Filters, Effects, and Propaganda
Okay, so the right-wing blogosphere is going banana-shit over the fact that a Lebanese Reuters photographer has had his work, as a whole, withdrawn from publication, after finding some very obvious instances of Photoshop fraud.
Of course these media "oopsies" always mysteriously go in one political direction. Try finding a retracted story that mistakenly casts the current presidential administration or it's allies in a favorable light. None can be found. But I think editors and TV producers as much swayed by the soft-focus “humanitarian” angle as they are by their own partisan filter of news events.
Oh look - a sensitive NPR reporter was granted special access to a pediatric infirmary inside Lebanon! The story that ensues is very thoughtful and interesting and the listeners in Cambridge and Madison will pause in their driveways, with the engine still running on the Volvo, to wait for the poignant interview to conclude and the minor-chord acoustic guitar interlude that tells them, with Pavlovian timing, that they can go in the house.
What actually transpired, of course, was pure manipulation of the reporter by locals who understand the diffusion of propaganda through the media better than people who have actually gone to J-school. Whereas the slightest amount of spin from the Bushies, for example Rumsfeld, is regularly (and even accurately) decried as cynically slapping lipstick on a pig, an almost laughable gullibility comes into place when the propaganda comes flying from the other direction.

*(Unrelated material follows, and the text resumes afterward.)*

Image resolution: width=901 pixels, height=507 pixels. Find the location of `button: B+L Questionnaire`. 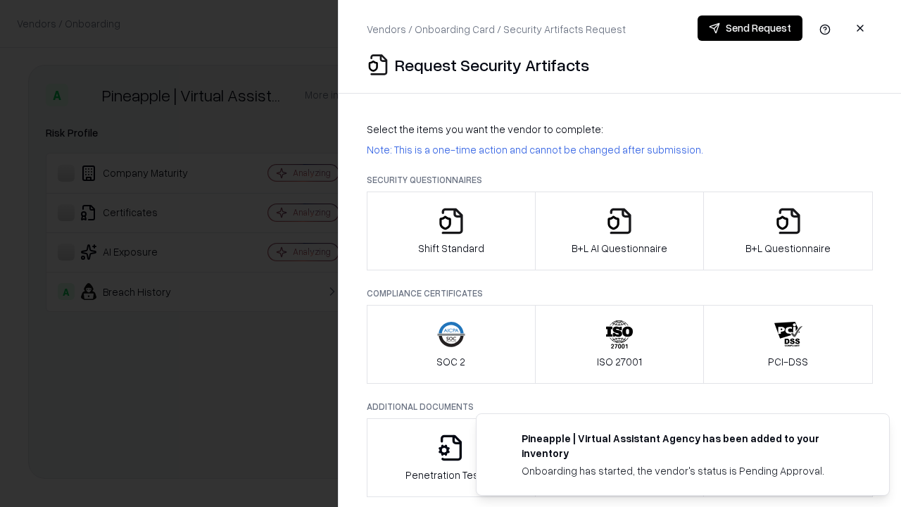

button: B+L Questionnaire is located at coordinates (787, 231).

All it takes is a mother of a civilian casualty weeping away, and journalists shift into sympathetic humanist mode. They feel no need to ask officials why evacuations of a war zone weren’t made mandatory, and no compelling interest in interrogating the Hezbollah PR guy escort who carefully scripted the whole interview under the auspices of looking out for the reporters "security".
Kudos to inquisitive bloggers for once again doing the media's work for them – but the Reuters photographer is chump change in the propaganda war.